Posts Tagged ‘life narratives’

When I was growing up, I loved going out into the woods in the spring, looking down.

I was hunting morels, those delicious wild mushrooms that grow around old logs, in moist, rotten places that smell like damp soil, like mother earth, like tasty life.

They are the mycorrhiza, and they have a narrative.

The morel, the mycorrhizae, is a fungus that grows in association with the roots of a plant in a symbiotic or mildly pathogenic relationship.

Sounds like family.

Sounds like my family.

I well remember the warm, damp soil in which my parent and I and my brothers and I wove our roots together. It was good, symbiotic, mutually beneficial. I remember happily playing baseball with my brothers, quietly reading with my mom, going water skiing with my dad and brothers.

It was good!

It was also not always good.

Sometime it was competitive, combative, mildly pathogenic. I remember competing for the baseball win with my brothers, fighting down on the ground with them, arguing in the evening with my mom, being — in my mind — wrongfully and shamefully disciplined by my dad.

So looking back, which was it, my family?

Was it symbiotic and mutualistic or was it pathogenic and mildly harmful?

It was both.

It always is.

At an earlier and more naive stage of life, I thought relationships were one thing only, and stayed the same. I thought love was love.

It isn’t and they don’t —  the relationships —  remain the same. Relationships morph. Competition and jealousy and hurt sometime carry the day. We change. Over time we realize we are different. We bring some harm and some distance to each other. We unwittingly compete for the big thing — for love.

I love my family — they are some good people — but some of the relationships have slightly rotten edges.  They still exist as good, and as tasty, but also as mildly pathogenic.

Life — it’s not one thing. It’s a bit of a fungal narrative.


▶ [Instructions for the task] Return a copy of each line in the listing that includes the word "inorganic".

▶ [Data]
= = =
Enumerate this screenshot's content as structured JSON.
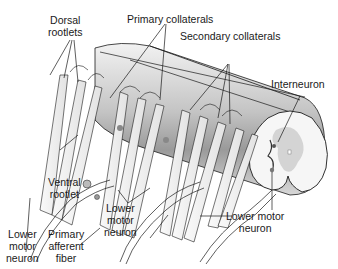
{
  "figure": {
    "colors": {
      "background": "#ffffff",
      "cord_light": "#e6e6e6",
      "cord_mid": "#bdbdbd",
      "cord_dark": "#8c8c8c",
      "line": "#1a1a1a",
      "rootlet_fill": "#f4f4f4"
    }
  },
  "labels": {
    "dorsal_rootlets": [
      "Dorsal",
      "rootlets"
    ],
    "primary_collaterals": "Primary collaterals",
    "secondary_collaterals": "Secondary collaterals",
    "interneuron": "Interneuron",
    "ventral_rootlet": [
      "Ventral",
      "rootlet"
    ],
    "lower_motor_neuron_left": [
      "Lower",
      "motor",
      "neuron"
    ],
    "primary_afferent_fiber": [
      "Primary",
      "afferent",
      "fiber"
    ],
    "lower_motor_neuron_center": [
      "Lower",
      "motor",
      "neuron"
    ],
    "lower_motor_neuron_right": [
      "Lower motor",
      "neuron"
    ]
  }
}
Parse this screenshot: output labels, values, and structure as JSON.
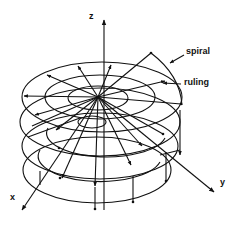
{
  "diagram": {
    "title": "",
    "labels": {
      "z_axis": "z",
      "x_axis": "x",
      "y_axis": "y",
      "spiral": "spiral",
      "ruling": "ruling"
    },
    "colors": {
      "stroke": "#111111",
      "background": "#ffffff"
    }
  }
}
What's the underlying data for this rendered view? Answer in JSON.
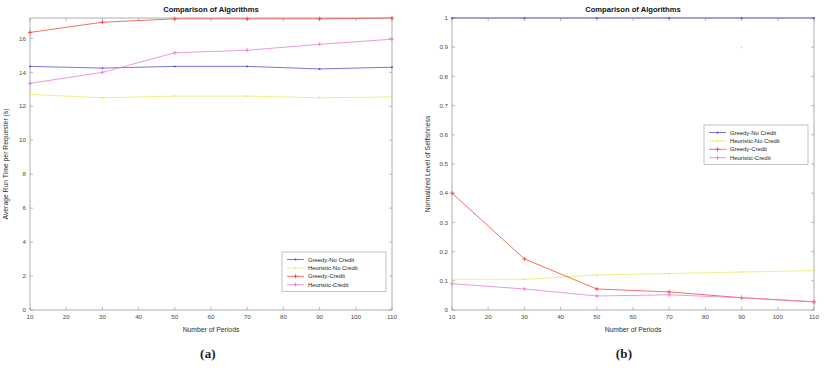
{
  "figure": {
    "panels": [
      {
        "id": "panel-a",
        "caption": "(a)",
        "chart_data": {
          "type": "line",
          "title": "Comparison of Algorithms",
          "xlabel": "Number of Periods",
          "ylabel": "Average Run Time per Requester (s)",
          "xlim": [
            10,
            110
          ],
          "ylim": [
            0,
            17.2
          ],
          "xticks": [
            10,
            20,
            30,
            40,
            50,
            60,
            70,
            80,
            90,
            100,
            110
          ],
          "yticks": [
            0,
            2,
            4,
            6,
            8,
            10,
            12,
            14,
            16
          ],
          "grid": false,
          "legend_position": "lower-right",
          "x": [
            10,
            30,
            50,
            70,
            90,
            110
          ],
          "series": [
            {
              "name": "Greedy-No Credit",
              "color": "#4a4ad0",
              "marker": "dot",
              "values": [
                14.35,
                14.25,
                14.35,
                14.35,
                14.2,
                14.3
              ]
            },
            {
              "name": "Heuristic-No Credit",
              "color": "#e8e85c",
              "marker": "dot",
              "values": [
                12.7,
                12.5,
                12.6,
                12.6,
                12.5,
                12.55
              ]
            },
            {
              "name": "Greedy-Credit",
              "color": "#ef4136",
              "marker": "plus",
              "values": [
                16.35,
                16.95,
                17.15,
                17.15,
                17.15,
                17.2
              ]
            },
            {
              "name": "Heuristic-Credit",
              "color": "#e87ad0",
              "marker": "plus",
              "values": [
                13.35,
                14.0,
                15.15,
                15.3,
                15.65,
                15.95
              ]
            }
          ]
        }
      },
      {
        "id": "panel-b",
        "caption": "(b)",
        "chart_data": {
          "type": "line",
          "title": "Comparison of Algorithms",
          "xlabel": "Number of Periods",
          "ylabel": "Normalized Level of Selfishness",
          "xlim": [
            10,
            110
          ],
          "ylim": [
            0,
            1
          ],
          "xticks": [
            10,
            20,
            30,
            40,
            50,
            60,
            70,
            80,
            90,
            100,
            110
          ],
          "yticks": [
            0,
            0.1,
            0.2,
            0.3,
            0.4,
            0.5,
            0.6,
            0.7,
            0.8,
            0.9,
            1
          ],
          "ytick_labels": [
            "0",
            "0.1",
            "0.2",
            "0.3",
            "0.4",
            "0.5",
            "0.6",
            "0.7",
            "0.8",
            "0.9",
            "1"
          ],
          "grid": false,
          "legend_position": "middle-right",
          "x": [
            10,
            30,
            50,
            70,
            90,
            110
          ],
          "series": [
            {
              "name": "Greedy-No Credit",
              "color": "#4a4ad0",
              "marker": "dot",
              "values": [
                1,
                1,
                1,
                1,
                1,
                1
              ]
            },
            {
              "name": "Heuristic-No Credit",
              "color": "#e8e85c",
              "marker": "dot",
              "values": [
                0.105,
                0.105,
                0.12,
                0.125,
                0.13,
                0.135
              ]
            },
            {
              "name": "Greedy-Credit",
              "color": "#ef4136",
              "marker": "plus",
              "values": [
                0.4,
                0.175,
                0.072,
                0.062,
                0.042,
                0.028
              ]
            },
            {
              "name": "Heuristic-Credit",
              "color": "#e87ad0",
              "marker": "plus",
              "values": [
                0.09,
                0.072,
                0.048,
                0.052,
                0.042,
                0.028
              ]
            }
          ],
          "annotations": [
            {
              "name": "heuristic-no-credit-outlier",
              "x": 90,
              "y": 0.9,
              "color": "#e8e85c",
              "marker": "dot"
            }
          ]
        }
      }
    ]
  }
}
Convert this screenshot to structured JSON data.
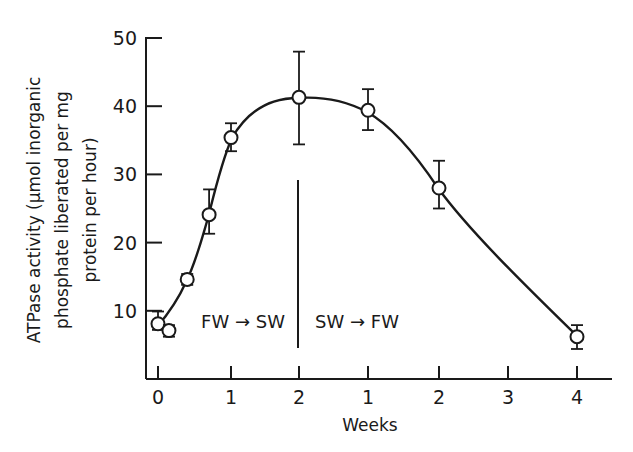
{
  "chart_data": {
    "type": "line",
    "title": "",
    "xlabel": "Weeks",
    "ylabel": "ATPase activity (μmol inorganic phosphate liberated per mg protein per hour)",
    "ylabel_lines": [
      "ATPase activity (μmol inorganic",
      "phosphate liberated per mg",
      "protein per hour)"
    ],
    "ylim": [
      0,
      50
    ],
    "yticks": [
      10,
      20,
      30,
      40,
      50
    ],
    "xtick_labels": [
      "0",
      "1",
      "2",
      "1",
      "2",
      "3",
      "4"
    ],
    "grid": false,
    "legend": null,
    "annotations": [
      {
        "text": "FW → SW",
        "region": "weeks 0–2 after transfer from fresh water to sea water"
      },
      {
        "text": "SW → FW",
        "region": "weeks after transfer back from sea water to fresh water"
      }
    ],
    "divider_at": "week 2 (FW→SW) / week 0 (SW→FW)",
    "series": [
      {
        "name": "ATPase activity",
        "marker": "open circle",
        "points": [
          {
            "phase": "FW->SW",
            "week": 0.0,
            "x_index": 0.0,
            "y": 8.1,
            "err_low": 7.2,
            "err_high": 9.9
          },
          {
            "phase": "FW->SW",
            "week": 0.15,
            "x_index": 0.15,
            "y": 7.1,
            "err_low": 6.2,
            "err_high": 7.9
          },
          {
            "phase": "FW->SW",
            "week": 0.4,
            "x_index": 0.4,
            "y": 14.6,
            "err_low": 13.8,
            "err_high": 15.4
          },
          {
            "phase": "FW->SW",
            "week": 0.7,
            "x_index": 0.7,
            "y": 24.1,
            "err_low": 21.3,
            "err_high": 27.8
          },
          {
            "phase": "FW->SW",
            "week": 1.0,
            "x_index": 1.0,
            "y": 35.4,
            "err_low": 33.4,
            "err_high": 37.5
          },
          {
            "phase": "FW->SW",
            "week": 2.0,
            "x_index": 2.0,
            "y": 41.3,
            "err_low": 34.4,
            "err_high": 48.0
          },
          {
            "phase": "SW->FW",
            "week": 1.0,
            "x_index": 3.0,
            "y": 39.4,
            "err_low": 36.5,
            "err_high": 42.5
          },
          {
            "phase": "SW->FW",
            "week": 2.0,
            "x_index": 4.0,
            "y": 28.0,
            "err_low": 25.0,
            "err_high": 32.0
          },
          {
            "phase": "SW->FW",
            "week": 4.0,
            "x_index": 6.0,
            "y": 6.2,
            "err_low": 4.4,
            "err_high": 7.9
          }
        ]
      }
    ]
  }
}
= = =
▶ [Task answer]
    "ylabel": "ATPase activity (μmol inorganic phosphate liberated per mg protein per hour)",
      "ATPase activity (μmol inorganic",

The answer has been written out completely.